A forum for reverse engineering, OS internals and malware analysis 

 #5613  by EP_X0FF
 Thu Mar 24, 2011 5:53 am
0ffby1 wrote:The only anomaly I know of is the fewer 2500+ native sector difference from the past known sector count.
Current: sectors +488394752
Should be: +488397386
Who told you these numbers? Do you want to say your HDD increased it's size physically?
 #5637  by 0ffby1
 Fri Mar 25, 2011 1:02 am
EP_X0FF wrote:
0ffby1 wrote:The only anomaly I know of is the fewer 2500+ native sector difference from the past known sector count.
Current: sectors +488394752
Should be: +488397386
Who told you these numbers?

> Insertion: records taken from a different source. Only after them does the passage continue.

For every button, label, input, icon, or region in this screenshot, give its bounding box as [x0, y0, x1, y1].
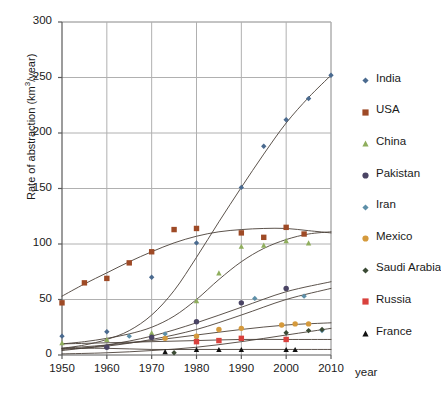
legend-marker-circle-icon: [360, 167, 371, 178]
legend-item-china[interactable]: China: [360, 125, 435, 157]
legend-marker-glyph: [362, 267, 368, 273]
data-point-saudi-arabia: [306, 328, 311, 333]
legend-marker-glyph: [362, 236, 368, 242]
legend-marker-diamond-icon: [360, 199, 371, 210]
legend-item-india[interactable]: India: [360, 62, 435, 94]
data-point-india: [239, 185, 244, 190]
data-point-india: [261, 144, 266, 149]
legend-marker-square-icon: [360, 293, 371, 304]
legend-marker-glyph: [362, 204, 368, 210]
legend-label: India: [376, 72, 401, 84]
legend-label: Mexico: [376, 230, 412, 242]
data-point-usa: [127, 260, 132, 265]
data-point-india: [194, 240, 199, 245]
x-tick-label: 1960: [85, 362, 129, 374]
data-point-usa: [59, 300, 64, 305]
data-point-pakistan: [283, 286, 288, 291]
y-axis-label-exponent: 3: [23, 82, 32, 86]
data-point-mexico: [216, 327, 221, 332]
data-point-russia: [239, 336, 244, 341]
data-point-russia: [283, 337, 288, 342]
legend-item-usa[interactable]: USA: [360, 94, 435, 126]
y-tick-label: 300: [20, 14, 52, 26]
legend-marker-glyph: [362, 172, 368, 178]
y-tick-label: 150: [20, 181, 52, 193]
legend-marker-glyph: [362, 109, 368, 115]
x-tick-label: 2000: [264, 362, 308, 374]
data-point-china: [216, 270, 221, 275]
data-point-usa: [149, 249, 154, 254]
data-point-usa: [301, 231, 306, 236]
legend-marker-glyph: [362, 78, 368, 84]
data-point-mexico: [194, 333, 199, 338]
legend-marker-glyph: [362, 299, 368, 305]
legend-item-iran[interactable]: Iran: [360, 188, 435, 220]
x-tick-label: 1970: [130, 362, 174, 374]
legend-marker-glyph: [362, 141, 368, 147]
legend-item-saudi-arabia[interactable]: Saudi Arabia: [360, 252, 435, 284]
legend-marker-diamond-icon: [360, 72, 371, 83]
y-tick-label: 0: [20, 347, 52, 359]
legend-marker-triangle-icon: [360, 135, 371, 146]
legend-item-pakistan[interactable]: Pakistan: [360, 157, 435, 189]
legend-marker-square-icon: [360, 104, 371, 115]
data-point-russia: [216, 338, 221, 343]
x-axis-label: year: [355, 366, 377, 378]
data-point-pakistan: [239, 300, 244, 305]
data-point-mexico: [292, 321, 297, 326]
x-tick-label: 2010: [309, 362, 353, 374]
y-tick-label: 100: [20, 236, 52, 248]
data-point-china: [261, 243, 266, 248]
legend-item-france[interactable]: France: [360, 315, 435, 347]
data-point-mexico: [162, 336, 167, 341]
data-point-india: [306, 96, 311, 101]
data-point-usa: [82, 280, 87, 285]
legend-label: Saudi Arabia: [376, 261, 441, 273]
data-point-china: [59, 340, 64, 345]
data-point-pakistan: [104, 345, 109, 350]
data-point-usa: [194, 226, 199, 231]
grid-layer: [62, 22, 331, 355]
legend-label: France: [376, 325, 412, 337]
legend-label: Russia: [376, 293, 411, 305]
data-point-india: [59, 333, 64, 338]
data-point-russia: [194, 339, 199, 344]
legend-marker-circle-icon: [360, 230, 371, 241]
data-point-china: [306, 240, 311, 245]
data-point-mexico: [279, 322, 284, 327]
legend-marker-triangle-icon: [360, 325, 371, 336]
data-point-pakistan: [194, 319, 199, 324]
data-point-mexico: [306, 321, 311, 326]
data-point-mexico: [239, 326, 244, 331]
x-tick-label: 1950: [40, 362, 84, 374]
data-point-usa: [283, 225, 288, 230]
data-point-india: [104, 329, 109, 334]
legend-item-mexico[interactable]: Mexico: [360, 220, 435, 252]
axis-tickmarks: [58, 22, 331, 359]
data-point-pakistan: [149, 335, 154, 340]
data-point-india: [149, 275, 154, 280]
legend-label: USA: [376, 103, 400, 115]
y-tick-label: 50: [20, 292, 52, 304]
data-point-iran: [252, 296, 257, 301]
legend-item-russia[interactable]: Russia: [360, 283, 435, 315]
y-tick-label: 200: [20, 125, 52, 137]
y-tick-label: 250: [20, 70, 52, 82]
chart-legend: IndiaUSAChinaPakistanIranMexicoSaudi Ara…: [360, 62, 435, 346]
data-point-usa: [261, 235, 266, 240]
data-point-usa: [239, 230, 244, 235]
legend-label: Iran: [376, 198, 396, 210]
legend-label: China: [376, 135, 406, 147]
x-tick-label: 1980: [175, 362, 219, 374]
data-point-usa: [171, 227, 176, 232]
data-point-usa: [104, 276, 109, 281]
data-point-india: [283, 117, 288, 122]
legend-label: Pakistan: [376, 167, 420, 179]
legend-marker-glyph: [362, 331, 368, 337]
x-tick-label: 1990: [219, 362, 263, 374]
legend-marker-diamond-icon: [360, 262, 371, 273]
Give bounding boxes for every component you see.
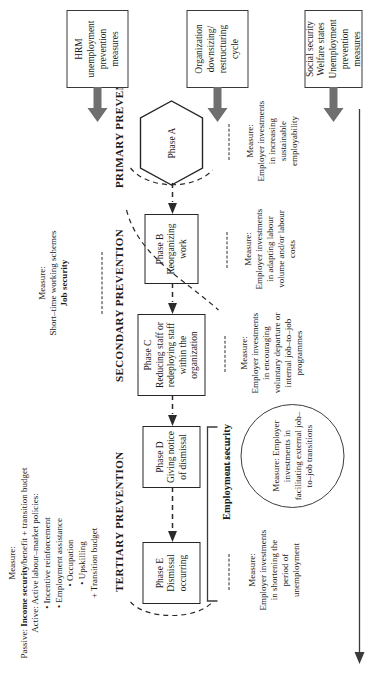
phase-box-d[interactable]: Phase D Giving notice of dismissal <box>142 426 200 488</box>
phase-d-label: Phase D <box>154 430 166 484</box>
job-security-measure: Measure: Short–time working schemes Job … <box>36 188 69 378</box>
heading-secondary-prevention: SECONDARY PREVENTION <box>112 229 124 382</box>
top-measure-passive: Passive: Income security/benefit + trans… <box>18 444 30 682</box>
measure-phase-c: Measure: Employer investments in encoura… <box>238 310 304 396</box>
job-security-line: Short–time working schemes <box>47 188 58 378</box>
measure-c-connector <box>224 336 225 372</box>
phase-e-label: Phase E <box>154 546 166 600</box>
top-measure-lead: Measure: <box>6 444 18 682</box>
top-measure-active: Active: Active labour–market policies: <box>29 444 41 682</box>
source-social-security-text: Social security Welfare states Unemploym… <box>304 14 363 84</box>
phase-e-desc: Dismissal occurring <box>165 546 188 600</box>
income-security-bold: Income security <box>18 565 28 626</box>
phase-box-c[interactable]: Phase C Reducing staff or redeploying st… <box>137 314 205 396</box>
measure-e-connector <box>228 554 229 590</box>
employment-security-bracket <box>206 426 218 602</box>
measure-b-connector <box>226 232 227 268</box>
job-security-connector <box>101 252 102 314</box>
source-box-social-security[interactable]: Social security Welfare states Unemploym… <box>304 10 362 88</box>
measure-a-connector <box>228 124 229 160</box>
arrow-organization-up <box>206 86 228 122</box>
measure-c-lead: Measure: <box>238 310 249 396</box>
primary-group-brace <box>128 166 214 196</box>
measure-e-body: Employer investments in shortening the p… <box>257 530 300 611</box>
measure-a-body: Employer investments in increasing susta… <box>255 101 298 182</box>
tertiary-group-brace <box>128 600 214 626</box>
measure-phase-b: Measure: Employer investments in adaptin… <box>242 208 297 290</box>
phase-d-desc: Giving notice of dismissal <box>165 430 188 484</box>
arrow-social-security-up <box>322 86 344 122</box>
phase-box-e[interactable]: Phase E Dismissal occurring <box>142 542 200 604</box>
measure-phase-a: Measure: Employer investments in increas… <box>244 100 299 182</box>
measure-phase-d-ellipse: Measure: Employer investments in facilit… <box>240 404 344 508</box>
bullet-upskilling: Upskilling <box>76 444 88 682</box>
measure-e-lead: Measure: <box>246 528 257 612</box>
top-measure-bullets: Incentive reinforcement Employment assis… <box>41 444 99 682</box>
arrow-hrm-up <box>86 86 108 122</box>
phase-c-label: Phase C <box>142 318 154 392</box>
measure-c-body: Employer investments in encouraging volu… <box>249 313 303 394</box>
measure-a-lead: Measure: <box>244 100 255 182</box>
job-security-lead: Measure: <box>36 188 47 378</box>
phase-a-label: Phase A <box>166 128 176 159</box>
diagram-canvas: Measure: Passive: Income security/benefi… <box>0 0 371 688</box>
source-box-organization-cycle[interactable]: Organization downsizing/ restructuring c… <box>186 10 248 88</box>
source-box-hrm[interactable]: HRM unemployment prevention measures <box>66 10 128 88</box>
bullet-transition-budget: + Transition budget <box>88 444 100 682</box>
measure-phase-e: Measure: Employer investments in shorten… <box>246 528 301 612</box>
bullet-occupation: Occupation <box>64 444 76 682</box>
source-organization-text: Organization downsizing/ restructuring c… <box>193 14 240 84</box>
measure-b-body: Employer investments in adapting labour … <box>253 209 296 290</box>
measure-b-lead: Measure: <box>242 208 253 290</box>
measure-d-lead: Measure: <box>270 458 280 492</box>
phase-c-desc: Reducing staff or redeploying staff with… <box>154 318 200 392</box>
timeline-axis-arrow <box>352 108 366 664</box>
source-hrm-text: HRM unemployment prevention measures <box>73 14 120 84</box>
top-measure-block: Measure: Passive: Income security/benefi… <box>6 444 100 682</box>
flow-arrow-c-to-d <box>166 394 178 426</box>
heading-tertiary-prevention: TERTIARY PREVENTION <box>112 451 124 592</box>
flow-arrow-d-to-e <box>166 486 178 542</box>
bullet-incentive: Incentive reinforcement <box>41 444 53 682</box>
measure-d-connector <box>228 438 229 474</box>
secondary-group-brace <box>124 208 220 312</box>
job-security-bold: Job security <box>58 260 68 307</box>
bullet-employment-assistance: Employment assistance <box>53 444 65 682</box>
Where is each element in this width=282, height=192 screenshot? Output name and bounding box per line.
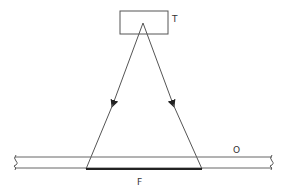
left-ray (86, 23, 143, 169)
source-box (120, 11, 168, 34)
diagram-canvas: T O F (0, 0, 282, 192)
label-plate: O (233, 145, 240, 155)
label-source: T (171, 14, 178, 24)
plate (14, 155, 273, 170)
label-footprint: F (137, 177, 142, 187)
right-ray (143, 23, 202, 169)
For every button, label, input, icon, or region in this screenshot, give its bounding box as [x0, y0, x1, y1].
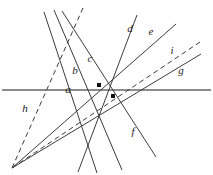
line-label-a: a: [65, 84, 71, 95]
line-f: [62, 11, 156, 157]
line-label-f: f: [131, 126, 134, 137]
line-label-c: c: [88, 53, 93, 64]
line-d: [78, 15, 137, 172]
figure-canvas: [0, 0, 213, 175]
marked-point-upper: [97, 83, 101, 87]
line-e: [12, 24, 176, 168]
marked-point-lower: [111, 94, 115, 98]
lines-group: [2, 8, 211, 173]
line-g: [12, 54, 201, 168]
line-label-d: d: [127, 23, 133, 34]
line-label-g: g: [178, 65, 184, 76]
geometry-figure: abcdefghi: [0, 0, 213, 175]
line-label-h: h: [22, 103, 28, 114]
line-label-i: i: [170, 45, 173, 56]
line-label-e: e: [149, 26, 154, 37]
line-label-b: b: [72, 65, 78, 76]
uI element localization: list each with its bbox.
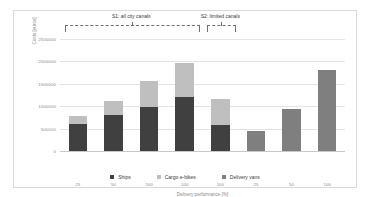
x-axis-title: Delivery performance [%] [60, 192, 345, 197]
legend-item[interactable]: Cargo e-bikes [157, 174, 196, 180]
bar-segment-cargo-e-bikes[interactable] [175, 63, 194, 97]
x-axis-tick-label: 100 [217, 182, 224, 187]
chart-figure: Costs [euros] 05000001000000150000020000… [13, 10, 357, 188]
bar-segment-ships[interactable] [69, 124, 88, 151]
bar-segment-cargo-e-bikes[interactable] [140, 81, 159, 107]
bar-segment-ships[interactable] [175, 97, 194, 151]
bar-column[interactable] [318, 70, 337, 151]
x-axis-tick-label: 50 [289, 182, 294, 187]
bar-column[interactable] [140, 81, 159, 151]
scenario-bracket-s1 [65, 25, 200, 32]
y-axis-tick-label: 500000 [41, 126, 56, 131]
bar-segment-cargo-e-bikes[interactable] [211, 99, 230, 126]
bar-segment-ships[interactable] [104, 115, 123, 151]
bar-segment-cargo-e-bikes[interactable] [69, 116, 88, 124]
legend-label: Delivery vans [230, 174, 260, 180]
legend-swatch-icon [157, 175, 161, 179]
bar-column[interactable] [247, 131, 266, 151]
x-axis-tick-label: 50 [111, 182, 116, 187]
bar-column[interactable] [211, 99, 230, 151]
y-axis-title: Costs [euros] [32, 1, 37, 61]
bar-column[interactable] [104, 101, 123, 151]
scenario-label-s1: S1: all city canals [112, 13, 151, 19]
x-axis-tick-label: 100 [145, 182, 152, 187]
y-axis-tick-label: 2500000 [38, 37, 56, 42]
x-axis-tick-label: 25 [75, 182, 80, 187]
y-axis-tick-label: 1500000 [38, 81, 56, 86]
bar-column[interactable] [69, 116, 88, 151]
legend-item[interactable]: Delivery vans [222, 174, 260, 180]
bar-series-group [60, 39, 345, 151]
legend-swatch-icon [110, 175, 114, 179]
x-axis-tick-label: 100 [181, 182, 188, 187]
y-axis-tick-label: 0 [53, 149, 56, 154]
bracket-tick [221, 22, 222, 26]
y-axis-tick-label: 2000000 [38, 59, 56, 64]
scenario-bracket-s2 [207, 25, 236, 32]
bar-column[interactable] [282, 109, 301, 151]
chart-legend: ShipsCargo e-bikesDelivery vans [14, 174, 356, 180]
plot-area: 05000001000000150000020000002500000 2550… [60, 39, 345, 151]
x-axis-tick-label: 25 [253, 182, 258, 187]
x-axis-line [60, 151, 345, 152]
legend-label: Cargo e-bikes [165, 174, 196, 180]
bar-segment-ships[interactable] [211, 125, 230, 151]
bar-segment-delivery-vans[interactable] [247, 131, 266, 151]
x-axis-tick-label: 100 [324, 182, 331, 187]
bar-segment-ships[interactable] [140, 107, 159, 151]
bar-segment-delivery-vans[interactable] [318, 70, 337, 151]
bracket-tick [132, 22, 133, 26]
bar-segment-delivery-vans[interactable] [282, 109, 301, 151]
y-axis-tick-label: 1000000 [38, 104, 56, 109]
bar-segment-cargo-e-bikes[interactable] [104, 101, 123, 116]
legend-item[interactable]: Ships [110, 174, 131, 180]
legend-label: Ships [118, 174, 131, 180]
bar-column[interactable] [175, 63, 194, 151]
scenario-label-s2: S2: limited canals [201, 13, 240, 19]
legend-swatch-icon [222, 175, 226, 179]
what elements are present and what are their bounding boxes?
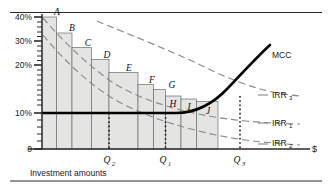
y-tick-label: 0 — [27, 144, 32, 154]
y-tick-label: 30% — [15, 36, 32, 46]
table-row — [109, 73, 138, 150]
chart-figure: 40% 30% 20% 10% 0 A B C D E F G H I J Q … — [0, 0, 332, 189]
q1-sub: 1 — [168, 160, 171, 167]
y-axis-minor-ticks — [37, 22, 42, 141]
step-label-g: G — [169, 80, 176, 90]
y-tick-label: 40% — [15, 12, 32, 22]
x-axis-caption: Investment amounts — [30, 168, 107, 178]
legend-label-irr2: IRR 2 — [272, 138, 293, 149]
q1-base: Q — [160, 155, 167, 165]
irr2-base: IRR — [272, 138, 287, 148]
y-tick-label: 10% — [15, 108, 32, 118]
irr1-base: IRR — [272, 118, 287, 128]
table-row — [57, 33, 73, 149]
x-tick-label-q2: Q 2 — [104, 155, 116, 167]
legend-label-mcc: MCC — [272, 50, 291, 60]
q3-base: Q — [234, 155, 241, 165]
step-label-a: A — [53, 7, 60, 17]
step-label-e: E — [125, 63, 132, 73]
step-label-h: H — [169, 99, 178, 109]
step-label-d: D — [103, 50, 111, 60]
irr3-base: IRR — [272, 90, 287, 100]
step-label-c: C — [85, 38, 92, 48]
step-label-f: F — [148, 75, 155, 85]
legend-label-irr1: IRR 1 — [272, 118, 293, 129]
x-tick-label-q3: Q 3 — [234, 155, 246, 167]
investment-mcc-chart: 40% 30% 20% 10% 0 A B C D E F G H I J Q … — [0, 0, 332, 189]
table-row — [72, 48, 92, 150]
x-tick-label-q1: Q 1 — [160, 155, 172, 167]
irr3-sub: 3 — [289, 95, 293, 101]
q3-sub: 3 — [241, 160, 246, 167]
step-label-b: B — [69, 23, 75, 33]
q2-sub: 2 — [112, 160, 116, 167]
legend-label-irr3: IRR 3 — [272, 90, 293, 101]
y-tick-label: 20% — [15, 60, 32, 70]
q2-base: Q — [104, 155, 111, 165]
x-axis-unit-label: $ — [312, 144, 317, 154]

Do you want to say your HDD increased it's size physically?
I'm saying there is a decrease in Native size from +488397386 to +488394752 as reported by aswMBR.
To validate the current and Native I'll have to find my ubcd and spin it up.
When using ubcd (not 4win) to look at the HDD, I used every tool on it that would run to see what the tools do and report about the HDD, in the past.
Seatools, when reset to "Native Max Size" states +488397386 as my sector count.
The Native size gets altered at a later time after a wipe, though not exactly sure at what point.
 #5640  by EP_X0FF
 Fri Mar 25, 2011 4:24 am
Your problem is hardware related or caused by your own actions. There is no evidence that you have any kind of rootkits.
All your logs are full of false positives.
 #5643  by 0ffby1
 Fri Mar 25, 2011 9:39 am
EP_X0FF wrote:Your problem is hardware related or caused by your own actions. There is no evidence that you have any kind of rootkits.
All your logs are full of false positives.
Thank you for that assessment. I would like to understand the tools a little more though, determine anomalies good or bad intentions.
Are hidden modules good or bad?

Should I put this Address: 0x01120000 for the Winlogon process into Kernel Detective disassembler to take a look or are other tools better?
Is a basic size of 0x4000 OK?
 #5644  by EP_X0FF
 Fri Mar 25, 2011 9:50 am
0ffby1 wrote:Are hidden modules good or bad?
Current tools (any) can't give you an 100% answer because technique they uses to determine "hidden" modules (i mean dll's) is not perfect and produces false positives with dotnet/security software.
What services are running under svchost.exe (PID: 1132) ? (look this with Process Explorer).
 #5651  by 0ffby1
 Fri Mar 25, 2011 9:17 pm
These are the services running:
HKEY_LOCAL_MACHINE\SYSTEM\CurrentControlSet\Services\audiosrv
DependOnService REG_MULTI_SZ AudioEndpointBuilder\0RpcSs\0MMCSS
RequiredPrivileges REG_MULTI_SZ SeChangeNotifyPrivilege\0SeImpersonatePrivilege\0SeIncreaseWorkingSetPrivilege
HKEY_LOCAL_MACHINE\SYSTEM\CurrentControlSet\Services\Eventlog
RequiredPrivileges REG_MULTI_SZ SeChangeNotifyPrivilege\0SeImpersonatePrivilege
HKEY_LOCAL_MACHINE\SYSTEM\CurrentControlSet\Services\wscsvc
DependOnService REG_MULTI_SZ RpcSs\0winmgmt
RequiredPrivileges REG_MULTI_SZ SeChangeNotifyPrivilege\0SeImpersonatePrivilege

Strings of audiodg look OK.
 #5660  by EP_X0FF
 Sat Mar 26, 2011 7:20 am
I shall mention that earlier - you use Vista. This mapped images are known issue and caused by dotnet. Not sure why it's doing this but I saw long time ago a lot of drivers mapped to svchost.exe address space.